Thinning the Ph.D. Herd

Rebecca Schuman:

Faculty and graduate students at Johns Hopkins University, an elite private research institution that costs undergrads $61,000 per year, are up in arms about a new strategic plan that proposes sweeping changes (and cuts) to its Ph.D. programs. Some 275 graduate students, concerned about the viability of their departments, have petitioned the university to reconsider, arguing to Inside Higher Ed that such downsizing could be emulated around the country if it takes effect. But these grad students should be more concerned about their viability after the Ph.D.–which is grim. Johns Hopkins knows this, and is taking drastic but needed measures. I’m all for it, and I’d be delighted, not dismayed, if other universities emulated this strategy.
Here’s the plan, which faculty and students have demanded the administration reconsider: Over the course of the next five years, Hopkins would like to cut its graduate enrollment by 25 percent, and use those savings to raise the remaining grad-student stipends (what “nonemployees” get instead of a salary) to $30,000 per year.
This reduction would result in fewer graduate seminars. More importantly, though, instead of roughly one-half the instruction in the university being done by graduate students, only one-fourth would be, and this will put senior faculty in more contact with the undergraduate hoi polloi than they have been in decades. (The fact that Hopkins plans to fire no tenured faculty–merely to force them into contact with undergrads–is why these reductions seem much more reasonable than the ones at, say, Minnesota State University-Moorhead.) Meanwhile, the grad students that do remain will be paid well: that $30,000 is straight-up baller cash in the grad-school world–current stipends at JHU are around $20,000, and I received around $16,000 at UC-Irvine.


What is needed ▸
Please repeat the records beneath this task exactly as they appear, but skip the images.

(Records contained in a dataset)
......

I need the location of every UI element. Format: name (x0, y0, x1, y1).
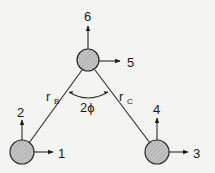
dof-label-6: 6 (84, 9, 91, 24)
link-label-rb: r (46, 89, 51, 104)
mass-bottom-left (10, 140, 34, 164)
link-rc (95, 70, 150, 143)
angle-arc (69, 92, 108, 98)
link-rb (29, 70, 82, 143)
dof-label-2: 2 (17, 105, 24, 120)
link-subscript-rb: B (54, 97, 59, 106)
dof-label-3: 3 (193, 146, 200, 161)
dof-label-4: 4 (153, 102, 160, 117)
angle-label: 2ϕ (80, 100, 95, 115)
mass-top (77, 49, 99, 71)
link-subscript-rc: C (127, 97, 133, 106)
mass-bottom-right (145, 140, 169, 164)
dof-label-1: 1 (58, 146, 65, 161)
diagram-canvas: 6 5 2 1 4 3 r B r C 2ϕ (0, 0, 215, 173)
link-label-rc: r (119, 89, 124, 104)
dof-label-5: 5 (127, 55, 134, 70)
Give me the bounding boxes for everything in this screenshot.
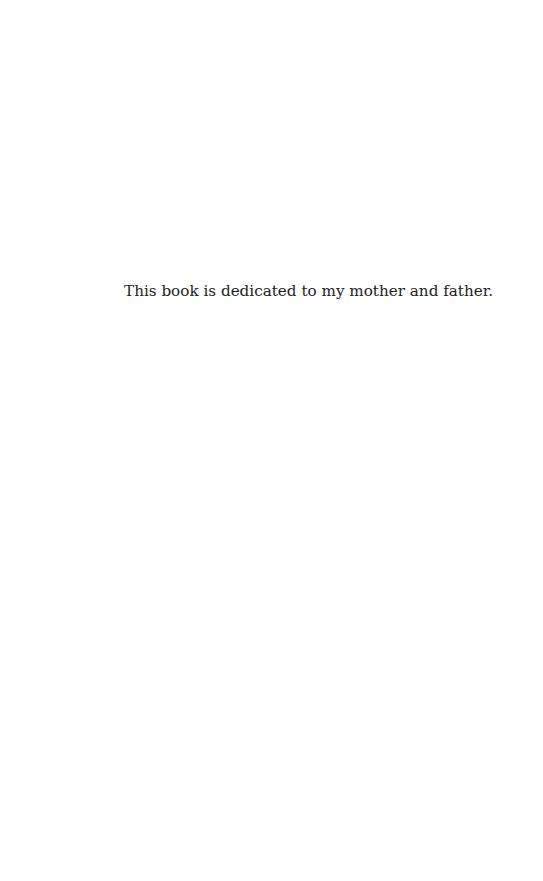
document-page: This book is dedicated to my mother and … <box>0 0 543 881</box>
dedication-text: This book is dedicated to my mother and … <box>124 281 424 301</box>
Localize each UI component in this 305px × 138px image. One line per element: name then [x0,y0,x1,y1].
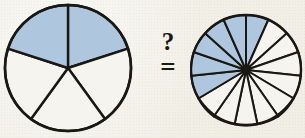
worksheet-figure: ? = [0,0,305,138]
right-pie-center-hub [243,67,249,73]
left-pie-svg [2,1,136,137]
question-mark-symbol: ? [146,32,190,52]
left-pie-diagram [2,1,136,138]
right-pie-svg [190,1,304,137]
equals-sign-symbol: = [146,56,190,78]
equals-relation-group: ? = [146,32,190,78]
right-pie-diagram [190,1,304,138]
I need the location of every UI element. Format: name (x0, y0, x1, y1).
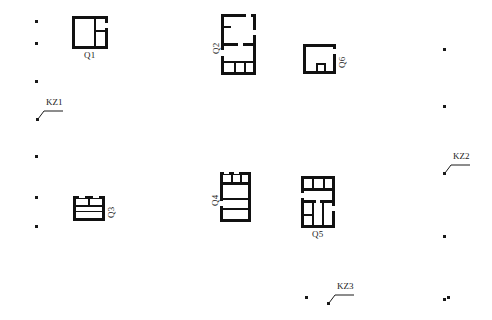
structure-q1[interactable]: Q1 (72, 16, 110, 51)
survey-point (35, 42, 38, 45)
survey-point (447, 296, 450, 299)
structure-q2[interactable]: Q2 (221, 14, 258, 77)
structure-label-q5: Q5 (312, 230, 323, 239)
survey-point (35, 225, 38, 228)
site-plan-canvas: Q1 Q2 (0, 0, 492, 320)
structure-label-q2: Q2 (212, 42, 221, 53)
structure-q6[interactable]: Q6 (303, 44, 338, 76)
annotation-kz1[interactable]: KZ1 (34, 98, 74, 124)
survey-point (35, 196, 38, 199)
annotation-kz3[interactable]: KZ3 (325, 282, 365, 308)
annotation-kz2[interactable]: KZ2 (441, 152, 481, 178)
structure-q4[interactable]: Q4 (220, 172, 253, 224)
structure-label-q3: Q3 (107, 206, 116, 217)
survey-point (443, 298, 446, 301)
structure-label-q6: Q6 (338, 57, 347, 68)
survey-point (305, 296, 308, 299)
survey-point (35, 20, 38, 23)
survey-point (443, 105, 446, 108)
survey-point (443, 235, 446, 238)
structure-q5[interactable]: Q5 (301, 176, 337, 230)
structure-label-q4: Q4 (211, 195, 220, 206)
survey-point (35, 80, 38, 83)
structure-q3[interactable]: Q3 (73, 196, 107, 223)
survey-point (443, 48, 446, 51)
survey-point (35, 155, 38, 158)
structure-label-q1: Q1 (84, 51, 95, 60)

......

Task solution ▸
I need the location of every UI element. Format: name (x0, y0, x1, y1).
dof-label-6: 6 (84, 9, 91, 24)
link-label-rb: r (46, 89, 51, 104)
mass-bottom-left (10, 140, 34, 164)
link-rc (95, 70, 150, 143)
angle-arc (69, 92, 108, 98)
link-rb (29, 70, 82, 143)
dof-label-2: 2 (17, 105, 24, 120)
link-subscript-rb: B (54, 97, 59, 106)
dof-label-3: 3 (193, 146, 200, 161)
dof-label-4: 4 (153, 102, 160, 117)
angle-label: 2ϕ (80, 100, 95, 115)
mass-top (77, 49, 99, 71)
link-subscript-rc: C (127, 97, 133, 106)
mass-bottom-right (145, 140, 169, 164)
dof-label-1: 1 (58, 146, 65, 161)
diagram-canvas: 6 5 2 1 4 3 r B r C 2ϕ (0, 0, 215, 173)
link-label-rc: r (119, 89, 124, 104)
dof-label-5: 5 (127, 55, 134, 70)
Give me the bounding boxes for everything in this screenshot.
document-page: This book is dedicated to my mother and … <box>0 0 543 881</box>
dedication-text: This book is dedicated to my mother and … <box>124 281 424 301</box>
Localize each UI component in this 305px × 138px image. One line per element: name then [x0,y0,x1,y1].
worksheet-figure: ? = [0,0,305,138]
right-pie-center-hub [243,67,249,73]
left-pie-svg [2,1,136,137]
question-mark-symbol: ? [146,32,190,52]
left-pie-diagram [2,1,136,138]
right-pie-svg [190,1,304,137]
equals-sign-symbol: = [146,56,190,78]
equals-relation-group: ? = [146,32,190,78]
right-pie-diagram [190,1,304,138]
I need the location of every UI element. Format: name (x0, y0, x1, y1).
structure-q1[interactable]: Q1 (72, 16, 110, 51)
survey-point (35, 42, 38, 45)
survey-point (447, 296, 450, 299)
structure-q2[interactable]: Q2 (221, 14, 258, 77)
structure-label-q5: Q5 (312, 230, 323, 239)
survey-point (35, 225, 38, 228)
site-plan-canvas: Q1 Q2 (0, 0, 492, 320)
structure-label-q2: Q2 (212, 42, 221, 53)
structure-q6[interactable]: Q6 (303, 44, 338, 76)
annotation-kz1[interactable]: KZ1 (34, 98, 74, 124)
survey-point (35, 196, 38, 199)
annotation-kz3[interactable]: KZ3 (325, 282, 365, 308)
annotation-kz2[interactable]: KZ2 (441, 152, 481, 178)
structure-q4[interactable]: Q4 (220, 172, 253, 224)
structure-label-q3: Q3 (107, 206, 116, 217)
survey-point (443, 298, 446, 301)
structure-label-q6: Q6 (338, 57, 347, 68)
survey-point (305, 296, 308, 299)
survey-point (35, 20, 38, 23)
survey-point (443, 105, 446, 108)
survey-point (443, 235, 446, 238)
structure-q5[interactable]: Q5 (301, 176, 337, 230)
structure-label-q4: Q4 (211, 195, 220, 206)
survey-point (35, 80, 38, 83)
structure-q3[interactable]: Q3 (73, 196, 107, 223)
survey-point (443, 48, 446, 51)
survey-point (35, 155, 38, 158)
structure-label-q1: Q1 (84, 51, 95, 60)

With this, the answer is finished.